YSU Salutes Successful Research Grant Applicants

YOUNGSTOWN, Ohio – Youngstown State University Thursday saluted those on its faculty who applied for research grants and last year secured $7.5 million in funding across diverse disciplines: STEM, education, business administration, the humanities, and health and human services.

It was, as YSU President Jim Tressel noted at the annual Research Recognition Luncheon, the largest number of grants and most money the university has been awarded since 2011.

The 83 grants and $7.5 million awarded YSU in fiscal 2016 (ended June 30) exceeded the 67 awarded and $4.6 million in 2015 and came from agencies and foundations that ranged from the National Science Foundation to Ohio Department of Education, from the National Oceanic and Atmospheric Administration to the Raymond John Wean Foundation.

Leading the way was the $4 million awarded to the College of Science, Technology, Engineering and Mathematics from the Air Force Research Laboratory to advance additive, or 3-D, manufacturing to prolong the life of Air Force aircraft. It is the largest grant in YSU history, Mike Hripko, associate vice president for research, noted.

Associate professor Brett Conner and his colleagues will use the funding to make replacement parts for older aircraft so they can keep flying. The manufacturers no longer make replacement parts.

The National Endowment for the Arts awarded its first grant to YSU, $100,000, to fund a public arts project.

A 21st Century Community Learning Center grant from the state Department of Education is underwriting Angela Cameron’s request for $600,000 for after-school programs in Brookfield, East Liverpool and Campbell elementary schools. Cameron is director of the Center for Human Services Development in the Beeghly College of Education.

The Ohio Board of Nursing is providing $90,000 to professor Nancy Wagner, chairwoman of the nursing department in the Bitonte College of Health and Human Services.

Mike Beverly received the first staff recognition award for securing funding from the Wean Foundation for the YSU Summer Bridge Program. Summer Bridge helps minority incoming freshmen improve their chances of success at YSU. Beverly, a graduate of YSU, is a senior coordinator at its Center for Student Progress where he has been an academic coach 15 years.

In his remarks, Provost Martin Abraham, iterated the importance of research. “Research is a difference-maker at our university,” he said. “It helps undergraduates and graduates understand what they learn and increases enrollment” when prospective students learn the opportunities YSU offers.

Abraham and Hripko have been engaged with Tom Tyrrell, CEO and founder of Great Lakes Biomimicry, who is working to have universities and corporations across northeastern Ohio share nonproprietary research.

Tyrrell, the keynote speaker, related how his nonprofit organization is working to create the conditions that result in developing scientific and mathematical talent in grades K-12 and into college and graduate school.

He described Biomimicry, founded in 2010, as “a catalyst organization” whose goal is to encourage closer cooperation among the R&D departments of the major corporations based in northeastern Ohio and the faculty of the STEM schools nearby.

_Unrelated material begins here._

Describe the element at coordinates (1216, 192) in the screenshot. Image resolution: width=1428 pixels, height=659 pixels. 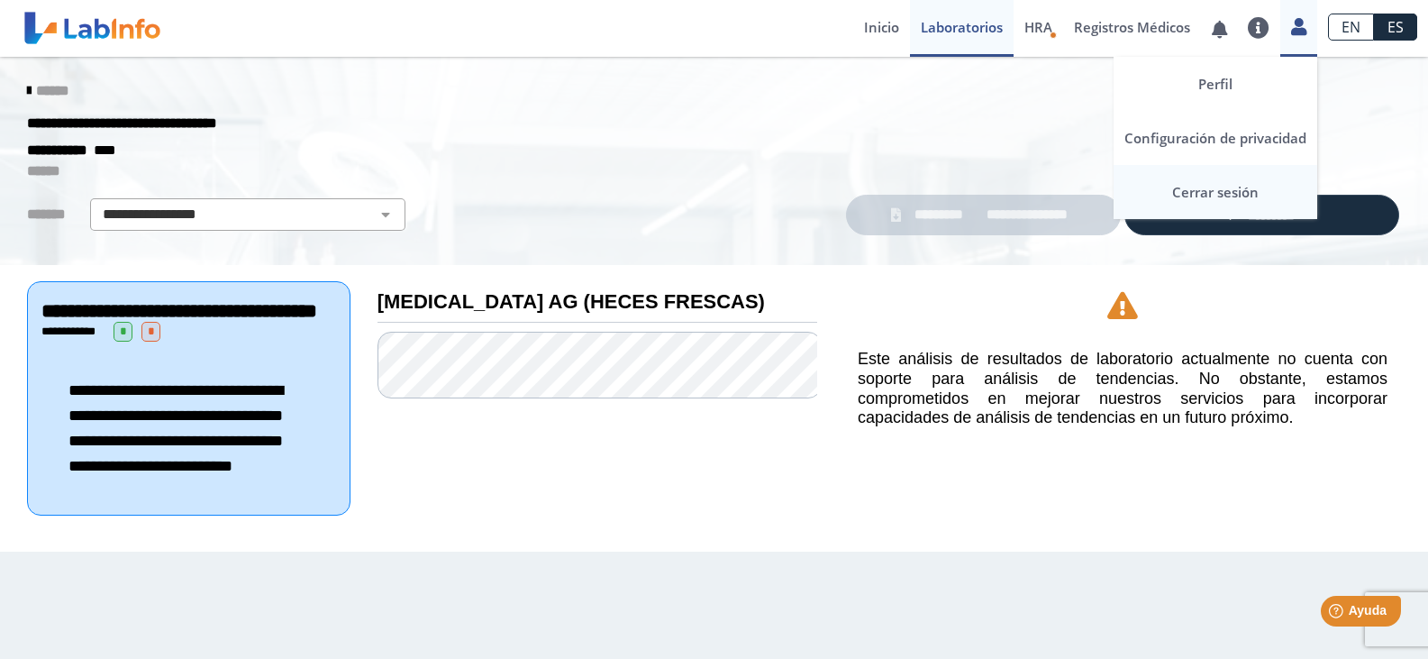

Should his efforts succeed, northeastern Ohio can add $425 billion to the national economy within the next decade, he said. If the curriculum changes Biomimicry is working for are effected and students are attracted to learning everything from engineering in nature, upon graduating these students would alleviate the 3,000 jobs that would go unfilled.

Biomimicry looks at what plants and animals do in nature to feed and defend themselves. He offered three examples of how humans have learned from nature:

  • The development of bird-friendly glass so birds don’t crash into windows in buildings. By making glass with small ultraviolet patterns (invisible to the human eye), birds are deterred from flying into windows and either killing or severely injuring themselves.
  • The Shinkansen bullet train in Japan. Scientists looked at the beak of a kingfisher for the cone of the train and wing structure of an owl to develop a better train that has no sonic boom, is 15% faster and consumes 15% less fuel.
  • What Southwestern Airlines learned from ants about routing and shipping cargo. Over the course of many millennia, ants have developed algorithms to establish routes to carry food back to their anthills, routes that are not the shortest or most direct but the fastest. The logistics staff at Southwest determined some of these algorithms and have adapted them to reduce the time cargo remains on the ground and how quickly their planes ship it.

GoJo Industries, which makes hand sanitizers, used biomimicry to learn, “How does nature deliver fluids?” from female mammals feeding their newborn to a skunk releasing its odor. Eighteen months later, Tyrrell said, its engineers felt they had come up with the optimal dispensers for their products, optimal here defined as including “cradle to cradle biodegradability.”